Labyrinth of Infinite Doorways
.
Possibilities for expanding consciousness and its relationship to time, parallel realities, and other dimensions have been the driving forces for almost every creative project of mine since I was a child. My current body of work "Labyrinth of Infinite Doorways" is a visual point of access for places and times I have envisioned within our current frame work of knowledge about the universe and evolution. Through painting I am able to create conjectures for unanswered questions such as how life and consciousness came into existence, how we resolve our current sociological, economic, and environmental issues, what other life forms are possible both biological and technological, how will life, including humanity, continue to evolve and how can we influence it, how will the universe change in the distant future, how significant is the relationship between physics and biology, and does a link between science and spirituality exist that can absolve the distinction between them? I feel that clear and precise imagery can communicate the possibilities for these questions, therefore I spend a great deal of time including detailed visual information in my paintings in order to accurately represent what I imagine as these possibilities. It has become evident that a common thread between all of my paintings is revealing itself. A story about the history of the future is being unveiled which I am now working toward communicating in written form. I'm developing the idea that life could be interwoven across our perceived boundaries of time, and that a delicate balance exists that the universe depends on to function and evolve. I realize that I'm working within the current human condition's limited scope of knowledge and sensory awareness, and understand that there is only so much that anyone can imagine in our current level of development. However, I continue to seek new ways to push those limits of perceptions through visualizing the possibility that life will continue to prevail and to permeate the universe for billions of years until all matter with in it has transformed into living and conscious interconnected tissues and atmospheres.

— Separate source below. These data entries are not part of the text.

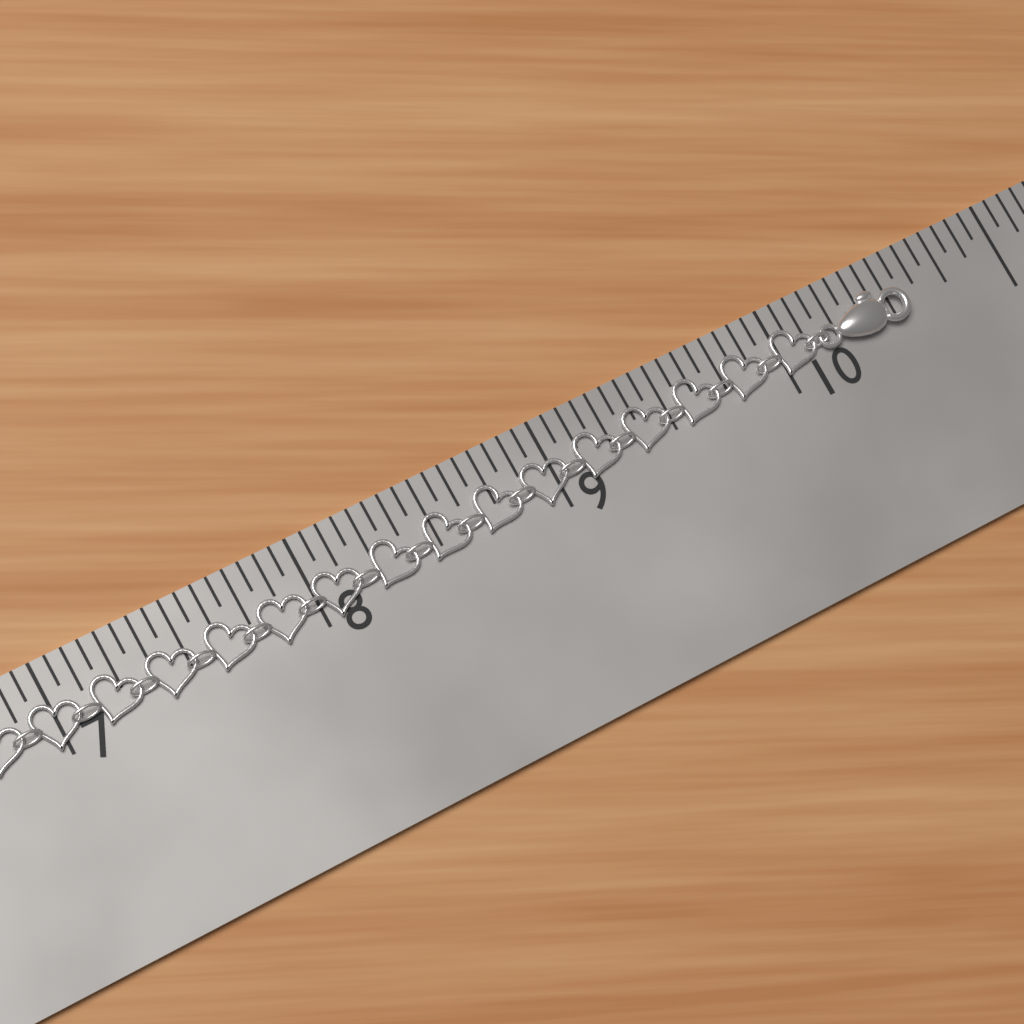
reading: 10.5625 in
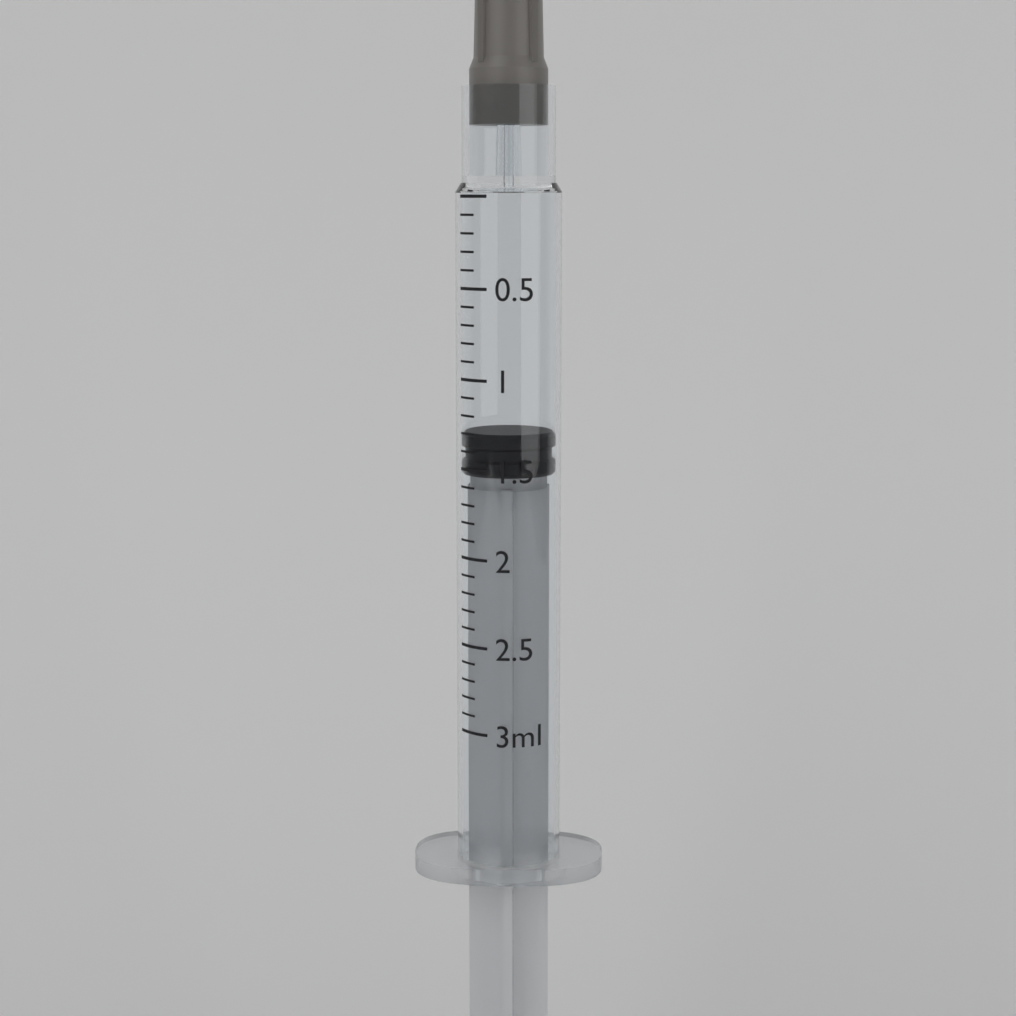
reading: 1.3 ml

Superhuman Artificial Intelligence.
Technological revolutions shape our world more than anything else, and superhuman AI will be the most transformative technological revolution of all. But will this revolution be positive or negative? Will it be more like modern medicine or the atom bomb? Several considerations suggest that superhuman AI will, by default, have negative effects on humanity. To ensure that superhuman AI impacts us positively, we should invest in AI safety research today, so that AI safety research outpaces AI capabilities research.

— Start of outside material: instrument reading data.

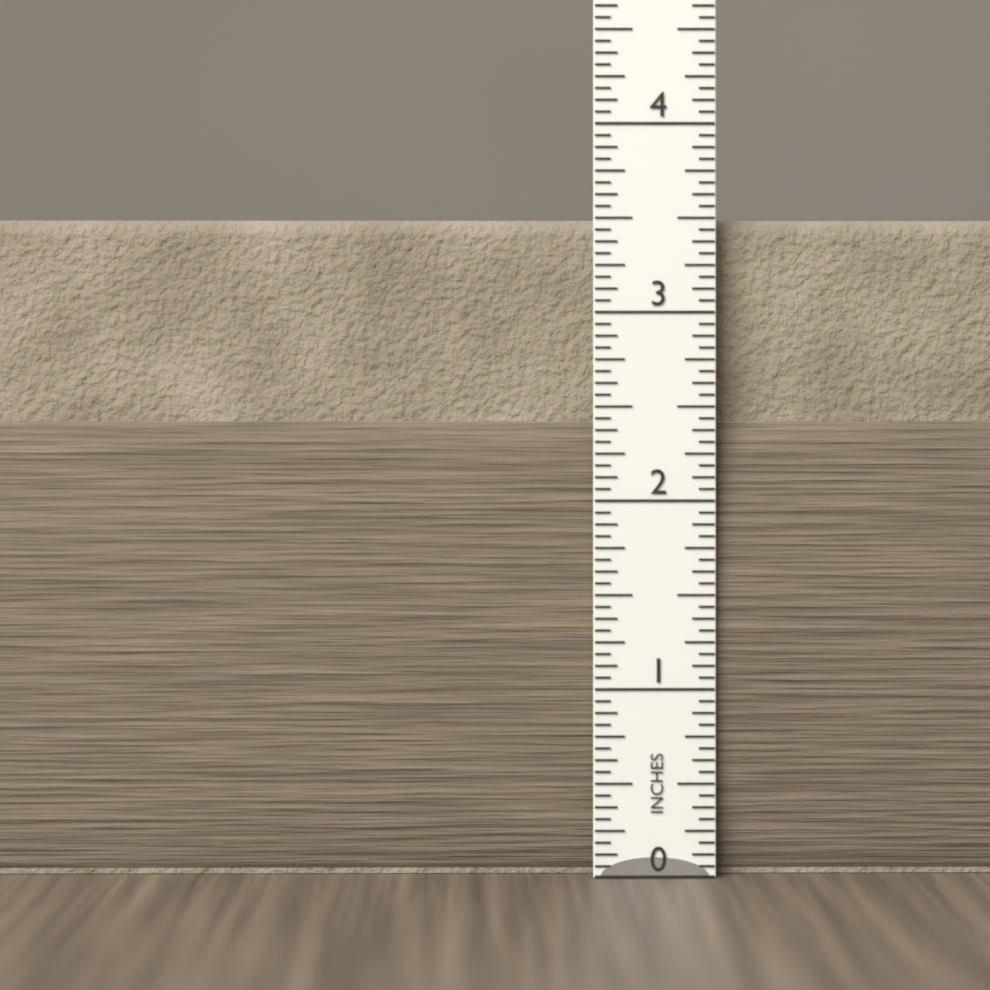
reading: 3.5000 in
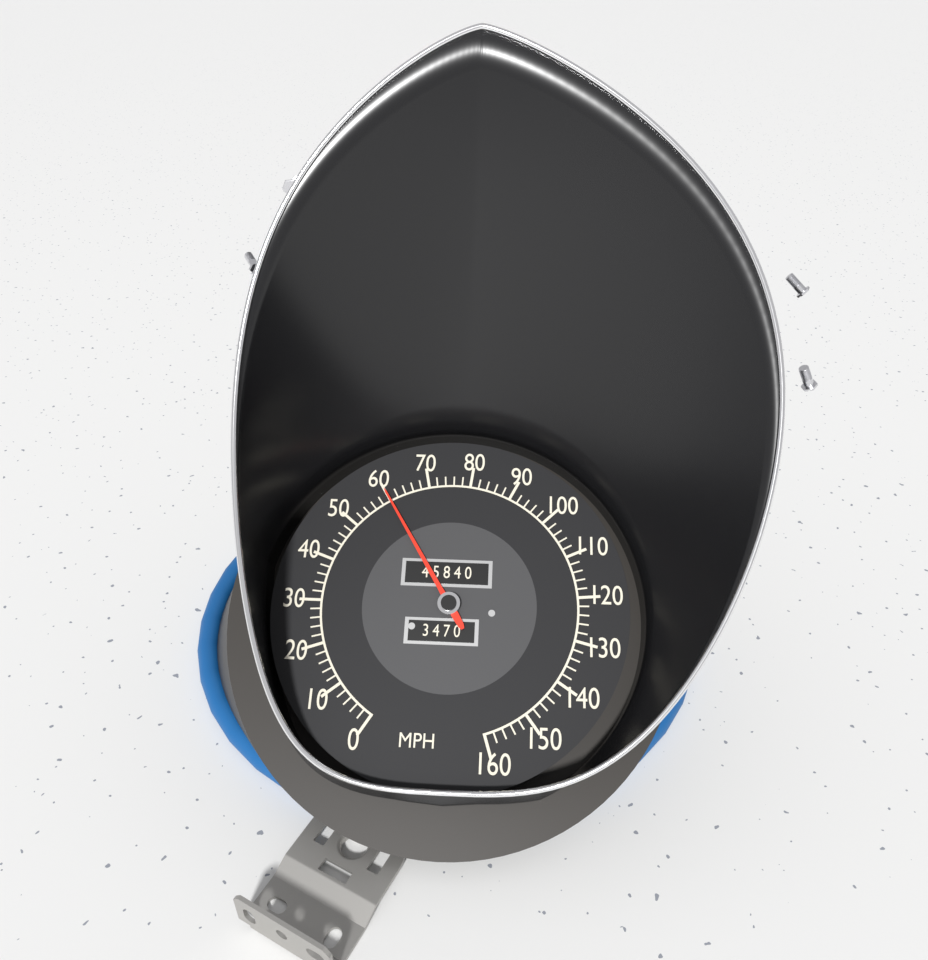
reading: 60 MPH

Cinematic shadows and stereoscopic objects.
Shadows are as old as the sun, ubiquitous and each of us possess our own. Used as a tool for storytelling- giant cinematic shadow theater is a form that is both ancient and appealing to modern theater going audiences. I will discuss how this expressionist form draws us in to complete its simple gestalt. I will show examples of how the form has been utilized to communicate stories that appeal to the psyche and/ or communicate ontological or phenomenological themes. I've invented a light that casts 30' 3D stereoscopic images and am working to find meaning in the form and to create an intimacy with the image beyond the novel or gimmick use of 3D. I will demonstrate the light and discuss immersive theatrical events in which I am using it.